Poulsen represented the third generation of leadership within the business. He took over the company from his father in 1971, stepping into the role at a time when global project cargo and breakbulk logistics were entering a period of industrial expansion driven by oil, gas, and heavy infrastructure development.
From that moment, his career became closely tied to the evolution of the sector itself.
Colleagues often described him as a steady hand during volatile market cycles. Through recessions, oil shocks, and shifting trade patterns, Poulsen maintained a reputation for measured decision making and long term client relationships rather than short term gains.
In practical terms, that meant standing on quaysides, visiting fabrication yards, and working directly with engineers and forwarders. For many in project freight, he was not simply an executive but a familiar face on site when complex cargo moved.
A generational transition in family leadership
Taking over a family company is never a symbolic act. It carries operational weight. When Poulsen assumed control in 1971, containerisation was reshaping liner shipping while breakbulk operators were redefining their value in oversized and heavy lift cargo.
He positioned the company within that niche, focusing on project cargoes that required planning, engineering insight, and risk management rather than pure volume throughput.

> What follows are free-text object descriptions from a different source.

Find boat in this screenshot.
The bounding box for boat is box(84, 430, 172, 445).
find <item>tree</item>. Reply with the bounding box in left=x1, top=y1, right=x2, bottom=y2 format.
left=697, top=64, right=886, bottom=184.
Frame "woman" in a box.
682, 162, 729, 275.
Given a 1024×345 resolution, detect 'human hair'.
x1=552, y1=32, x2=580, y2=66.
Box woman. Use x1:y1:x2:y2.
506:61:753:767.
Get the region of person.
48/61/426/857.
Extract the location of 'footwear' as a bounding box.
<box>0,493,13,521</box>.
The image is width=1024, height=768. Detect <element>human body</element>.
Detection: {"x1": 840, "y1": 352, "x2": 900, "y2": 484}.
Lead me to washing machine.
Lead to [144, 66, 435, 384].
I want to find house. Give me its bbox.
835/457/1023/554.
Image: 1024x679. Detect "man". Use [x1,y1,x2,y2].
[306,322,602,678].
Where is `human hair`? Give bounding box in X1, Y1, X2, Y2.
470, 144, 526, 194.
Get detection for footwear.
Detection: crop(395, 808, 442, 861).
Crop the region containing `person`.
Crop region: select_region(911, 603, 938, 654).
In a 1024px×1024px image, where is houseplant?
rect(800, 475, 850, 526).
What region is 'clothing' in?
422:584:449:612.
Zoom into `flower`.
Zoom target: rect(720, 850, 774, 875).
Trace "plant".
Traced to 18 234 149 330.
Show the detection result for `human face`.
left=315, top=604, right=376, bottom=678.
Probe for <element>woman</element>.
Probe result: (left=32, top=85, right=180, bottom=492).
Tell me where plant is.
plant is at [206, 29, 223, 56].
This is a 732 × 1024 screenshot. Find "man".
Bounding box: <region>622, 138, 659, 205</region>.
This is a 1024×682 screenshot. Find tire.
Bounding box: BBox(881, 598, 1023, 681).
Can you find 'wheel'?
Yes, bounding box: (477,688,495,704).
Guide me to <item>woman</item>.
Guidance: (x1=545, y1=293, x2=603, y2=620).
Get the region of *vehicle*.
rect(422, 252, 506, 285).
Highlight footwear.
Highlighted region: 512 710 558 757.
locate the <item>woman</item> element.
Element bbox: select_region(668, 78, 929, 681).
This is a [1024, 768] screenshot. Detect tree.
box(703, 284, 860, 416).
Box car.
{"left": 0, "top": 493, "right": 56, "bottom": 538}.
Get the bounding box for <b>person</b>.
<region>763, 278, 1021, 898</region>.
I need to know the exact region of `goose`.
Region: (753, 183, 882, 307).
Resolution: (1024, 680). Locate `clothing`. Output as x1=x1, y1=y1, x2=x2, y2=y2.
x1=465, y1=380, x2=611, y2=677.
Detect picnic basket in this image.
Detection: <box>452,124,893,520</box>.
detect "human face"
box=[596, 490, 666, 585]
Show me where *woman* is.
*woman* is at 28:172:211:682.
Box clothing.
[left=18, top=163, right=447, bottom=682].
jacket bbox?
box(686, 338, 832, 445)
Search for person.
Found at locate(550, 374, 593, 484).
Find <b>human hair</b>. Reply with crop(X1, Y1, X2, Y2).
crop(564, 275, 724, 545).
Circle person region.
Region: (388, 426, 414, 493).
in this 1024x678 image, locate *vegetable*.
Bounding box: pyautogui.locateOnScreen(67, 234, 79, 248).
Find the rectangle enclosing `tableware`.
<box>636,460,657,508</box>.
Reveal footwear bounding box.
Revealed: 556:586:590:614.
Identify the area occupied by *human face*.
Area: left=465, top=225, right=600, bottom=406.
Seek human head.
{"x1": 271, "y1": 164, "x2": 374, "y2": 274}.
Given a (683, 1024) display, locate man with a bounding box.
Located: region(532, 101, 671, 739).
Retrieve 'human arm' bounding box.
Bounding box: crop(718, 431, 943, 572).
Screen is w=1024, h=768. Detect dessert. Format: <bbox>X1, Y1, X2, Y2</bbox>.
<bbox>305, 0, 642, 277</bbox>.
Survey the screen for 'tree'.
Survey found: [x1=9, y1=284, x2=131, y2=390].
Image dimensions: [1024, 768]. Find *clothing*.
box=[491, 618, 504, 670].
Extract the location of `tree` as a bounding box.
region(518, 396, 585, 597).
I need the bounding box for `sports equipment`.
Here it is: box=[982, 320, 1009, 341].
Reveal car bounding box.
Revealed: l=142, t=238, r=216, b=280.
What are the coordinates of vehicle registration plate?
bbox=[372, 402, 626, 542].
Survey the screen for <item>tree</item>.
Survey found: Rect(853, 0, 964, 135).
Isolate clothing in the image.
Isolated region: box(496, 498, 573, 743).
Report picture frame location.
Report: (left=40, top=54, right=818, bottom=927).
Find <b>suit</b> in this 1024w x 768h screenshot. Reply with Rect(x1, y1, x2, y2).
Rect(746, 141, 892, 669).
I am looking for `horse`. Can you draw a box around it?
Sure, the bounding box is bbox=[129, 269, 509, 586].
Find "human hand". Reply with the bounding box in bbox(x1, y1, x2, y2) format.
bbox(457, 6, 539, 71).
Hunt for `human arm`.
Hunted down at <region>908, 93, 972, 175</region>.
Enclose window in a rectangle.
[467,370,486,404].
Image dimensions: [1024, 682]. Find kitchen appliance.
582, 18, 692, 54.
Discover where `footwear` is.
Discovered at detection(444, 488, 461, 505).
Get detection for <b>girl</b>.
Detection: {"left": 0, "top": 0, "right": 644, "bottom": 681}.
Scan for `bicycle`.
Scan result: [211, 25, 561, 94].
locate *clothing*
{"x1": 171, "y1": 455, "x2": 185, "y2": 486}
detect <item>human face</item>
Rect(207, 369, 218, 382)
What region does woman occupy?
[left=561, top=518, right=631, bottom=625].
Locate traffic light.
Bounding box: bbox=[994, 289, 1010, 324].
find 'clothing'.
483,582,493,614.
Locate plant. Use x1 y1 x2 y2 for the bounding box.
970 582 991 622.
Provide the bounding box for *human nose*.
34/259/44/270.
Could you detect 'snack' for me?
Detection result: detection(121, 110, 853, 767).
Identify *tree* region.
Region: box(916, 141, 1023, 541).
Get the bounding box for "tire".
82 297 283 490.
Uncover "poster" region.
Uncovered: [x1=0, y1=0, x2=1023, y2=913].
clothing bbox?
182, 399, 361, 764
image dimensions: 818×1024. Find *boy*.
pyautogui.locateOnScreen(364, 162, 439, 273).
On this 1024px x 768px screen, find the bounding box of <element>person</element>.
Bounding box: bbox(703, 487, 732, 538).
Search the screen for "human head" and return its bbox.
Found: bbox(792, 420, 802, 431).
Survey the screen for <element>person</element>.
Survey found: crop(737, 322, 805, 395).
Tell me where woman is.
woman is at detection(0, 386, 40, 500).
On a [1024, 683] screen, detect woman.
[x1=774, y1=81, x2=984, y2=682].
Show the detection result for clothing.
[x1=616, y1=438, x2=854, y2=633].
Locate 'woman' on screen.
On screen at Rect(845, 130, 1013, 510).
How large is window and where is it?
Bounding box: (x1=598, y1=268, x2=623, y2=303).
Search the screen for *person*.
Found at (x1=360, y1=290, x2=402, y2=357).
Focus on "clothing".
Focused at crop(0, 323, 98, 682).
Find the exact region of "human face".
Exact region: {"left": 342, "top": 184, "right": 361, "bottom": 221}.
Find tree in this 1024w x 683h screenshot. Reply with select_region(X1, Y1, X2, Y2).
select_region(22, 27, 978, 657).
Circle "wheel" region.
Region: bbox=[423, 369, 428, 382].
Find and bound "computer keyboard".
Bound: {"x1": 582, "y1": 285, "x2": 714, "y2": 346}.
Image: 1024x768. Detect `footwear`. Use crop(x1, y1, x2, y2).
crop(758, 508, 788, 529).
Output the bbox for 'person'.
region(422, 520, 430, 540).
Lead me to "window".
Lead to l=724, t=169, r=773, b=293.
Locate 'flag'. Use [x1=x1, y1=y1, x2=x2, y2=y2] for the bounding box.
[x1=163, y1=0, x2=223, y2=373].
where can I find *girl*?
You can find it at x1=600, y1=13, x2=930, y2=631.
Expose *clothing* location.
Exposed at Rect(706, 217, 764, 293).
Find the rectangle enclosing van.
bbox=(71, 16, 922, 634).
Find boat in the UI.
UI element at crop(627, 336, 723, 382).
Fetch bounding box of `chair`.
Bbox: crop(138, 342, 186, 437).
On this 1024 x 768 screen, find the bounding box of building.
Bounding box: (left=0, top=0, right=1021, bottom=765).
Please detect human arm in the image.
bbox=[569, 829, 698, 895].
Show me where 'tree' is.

Industry partners recall that he viewed each shipment as a standalone project. Wind components, industrial modules, or energy infrastructure were never “just cargo” but contractual responsibilities tied to construction schedules and financing milestones.
That mindset helped the company maintain relevance as project logistics grew more specialised.
Personal life and family
Poulsen is survived by his two sons, Anders and Peter, his life partner Ida, and four grandchildren.
For many who worked alongside him, family and business were closely linked. Sons visiting terminals or company offices during school years was not unusual. It reflected the generational continuity that defined the firm’s ownership structure.
Whether future leadership will remain within the family has not been publicly detailed.